Incoming Passengers Bused to Quarantine from Ben Gurion as Coronavirus Mutates

YERUSHALAYIM
A technician collects nasal swab samples for COVID-19 at the new coronavirus lab, at Ben-Gurion International Airport, near Tel Aviv . (Flash90/File)

Dozens of passengers arriving at Ben Gurion airport were confronted on Sunday with the sudden decision by the Israeli government to require that those arriving from abroad go into quarantine at state-run facilities.

Those who agreed were put on buses and taken to the Dan Panorama Hotel, escorted by a convoy of police vehicles. Some of the passengers elected to return to the U.K.

Passengers protested that they had been given no notification of the new policy beforehand. Apparently, the coronavirus cabinet had come to its decision a short time before the plane landed, an EasyJet flight from the U.K.

On Sunday evening, Israeli Prime Minister Binyamin Netanyahu‏‏ stated the quarantine measure had been necessitated by the emergence of a new strain of coronavirus which appeared to be coming out of Britain, and was described as being “out of control.”

Because of this, he said, Israel “made the tough but necessary decision today to close all air travel from Britain, Denmark and South Africa to Israel. Those are the countries where the mutation has been detected.”

One couple with two children told the Kan public broadcaster that it was like a “kidnapping.”

“We weren’t given any advance information that we need to enter forced quarantine. This a scandal for the State of Israel… this is chutzpah,” another unnamed passenger said.

“At Luton [airport], check-in was normal, but then they called boarding 1.5 hours early. At the gate, they turned everyone away [all non-Israelis] who had a British passport with permission to enter. They then took Israelis aside and explained that the chances were that by the time we were back we’d have to go to a corona hotel but it wasn’t 100% yet. Quite a lot of people didn’t get on the flight and we had to wait for luggage to come off,” Ellen Steel, a British-Israeli citizen, told The Times of Israel, from a bus on the way to the hotel.

She added: “When we landed, someone from the Health Ministry came on [the plane] and announced we’d all have to go to hotels — if we wanted to have a fight about it we could, but only at the hotel and not before.”

According to Steel, the passengers had their passports taken from them as they got off the plane, but were not told why. She said they got them back a half hour later, after they were put through passport control.

“We got bused to Terminal 1, where there was press waiting. They gave us water and our baggage came. Then they told us to get on buses but didn’t say where to. So people packed onto these buses, but there was zero distancing, etc. So I refused and am now on one [bus] with, like, 10 people on the way to the Dan Panorama Jerusalem. The buses have police cars escorting them, front, back etc.,” Steel said.

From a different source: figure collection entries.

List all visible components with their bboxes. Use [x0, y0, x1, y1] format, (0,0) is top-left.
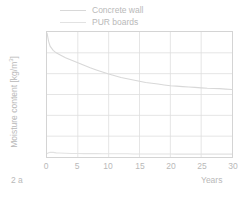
x-tick-10: 10	[98, 162, 118, 171]
y-axis-title: Moisture content [kg/m3]	[7, 42, 19, 162]
x-tick-25: 25	[192, 162, 212, 171]
y-axis-title-exponent: 3	[8, 58, 14, 61]
figure-chart: Concrete wall PUR boards	[0, 0, 243, 197]
x-tick-15: 15	[130, 162, 150, 171]
x-tick-5: 5	[67, 162, 87, 171]
x-tick-0: 0	[36, 162, 56, 171]
figure-caption: 2 a	[11, 176, 23, 185]
x-axis-title: Years	[201, 176, 222, 185]
y-axis-title-suffix: ]	[9, 56, 19, 58]
x-tick-20: 20	[161, 162, 181, 171]
x-tick-30: 30	[223, 162, 243, 171]
x-axis-tick-labels: 0 5 10 15 20 25 30	[0, 0, 243, 197]
y-axis-title-prefix: Moisture content [kg/m	[9, 62, 19, 148]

Some of the passengers who refused to board buses to the corona hotel tried to arrange a flight back to London, but the pilot of the EasyJet plane they arrived on refused, because they had not been denied entry to the country, according to Ynet.

Several of the passengers bought tickets for a return flight, while 15 passengers on a British Airways plane refused to disembark and will fly back to the UK, the news site said.